If less than 1% of companies are successful with Lean, why are we doing it?
ByI have seen numerous times where Dr. Jeffrey Liker prominent author of the Toyota Way Series has claimed that less than 1% of companies are successful with Lean. I am not sure what criteria he bases this number on exactly but if he is even close why are we doing it? If you have studied Lean and any of Dr. Deming’s material, it would say it’s the process not the people. Therefore, would we not have to say this failure is the process not the organization? So, if Lean has this high of failure rate why are we doing it?
When I ask this question of many “Lean” people they have a tendency to answer the question based on why companies are not successful. I never intended to ask this question to beat up on the companies trying to implement Lean. They have a tough enough job. Many will point to leadership saying that they are at fault. Truth be known, they are responsible. That is why we call them leaders. But if I am a leader and something is only having a 1% success rate, why am I going to go down that path? Why would I contemplate Lean?
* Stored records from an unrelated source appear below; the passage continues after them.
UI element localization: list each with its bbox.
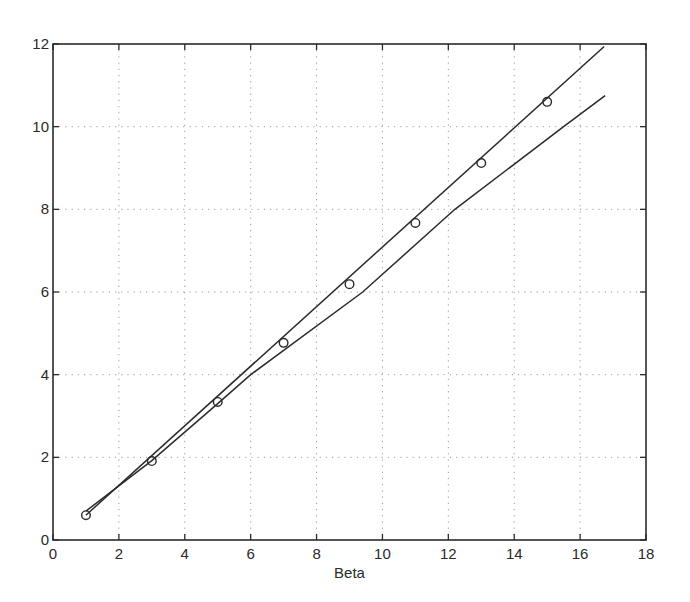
x-axis-label: Beta (334, 564, 366, 581)
y-tick-label: 8 (41, 200, 49, 217)
y-tick-label: 4 (41, 366, 49, 383)
x-tick-label: 16 (572, 545, 589, 562)
lower-line (86, 96, 605, 511)
x-tick-label: 12 (440, 545, 457, 562)
axis-ticks (53, 44, 646, 540)
x-tick-label: 14 (506, 545, 523, 562)
plot-frame (53, 44, 646, 540)
x-tick-label: 2 (115, 545, 123, 562)
plot-series (82, 47, 605, 520)
y-tick-label: 6 (41, 283, 49, 300)
x-tick-label: 4 (181, 545, 189, 562)
y-tick-label: 10 (32, 118, 49, 135)
x-tick-label: 10 (374, 545, 391, 562)
x-tick-labels: 024681012141618 (49, 545, 655, 562)
circle-marker (279, 339, 288, 348)
line-chart: 024681012141618 024681012 Beta (0, 0, 690, 602)
circle-marker (477, 159, 486, 168)
y-tick-labels: 024681012 (32, 35, 49, 548)
x-tick-label: 18 (638, 545, 655, 562)
circle-marker (213, 398, 222, 407)
upper-line (86, 47, 604, 516)
circle-marker (345, 280, 354, 289)
grid-lines (53, 44, 646, 540)
circle-marker (411, 219, 420, 228)
y-tick-label: 0 (41, 531, 49, 548)
x-tick-label: 0 (49, 545, 57, 562)
x-tick-label: 8 (312, 545, 320, 562)
x-tick-label: 6 (246, 545, 254, 562)
y-tick-label: 2 (41, 448, 49, 465)
y-tick-label: 12 (32, 35, 49, 52)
The fact is that Lean, Six Sigma, TQM and many methodologies work. The fact is most weight-loss programs work. The problem is most people; most organizations don’t master them to make them successful. As Dan Pink said, “Mastery is hard.” Hence, less than 1% of companies are successful with Lean or even something as simple as a weight loss program. You can find plenty of advice; you can read books, go to seminars and enroll in programs. I am not against professional advice mind you; they have experience and knowledge that you may not have in your organization. But this is where your plan may break down. Look at all your diet plans for example, why do they stop working? It’s you, not the plan.
What does work is the same thing for both people and organizations. It is the scientific process of trial and error. You don’t get it right at first, you have to break habits, personal habits as an individual and company cultures as an organization. Successful companies do it a little bit at a time. In Lean, we call this scientific method PDCA. We plan, do it, check the results and adjust. It is a purposeful experimentation.
To me, this is the excitement of Lean, is this empowering aspect that is not easy. You teach people, rather than solve people’s problems for them. And in doing so, they learn how to make better decisions which leads to better performance.
Dr. Michael Balle stated in an interview with me, “Lean gives you an ideal; it’s a commitment to an ideal.” More importantly, you must understand your own organization, the culture that exist and the culture that your customers expect and are willing to derive value from. You have to make the process your own. You have to rid yourself of Lean or other business processes. Dr. Liker’s statement is exactly correct because successful companies that started down a Lean path are not Lean anymore, only the unsuccessful ones are. If you are successful at implementing Lean, it is simply not Lean. It’s yours.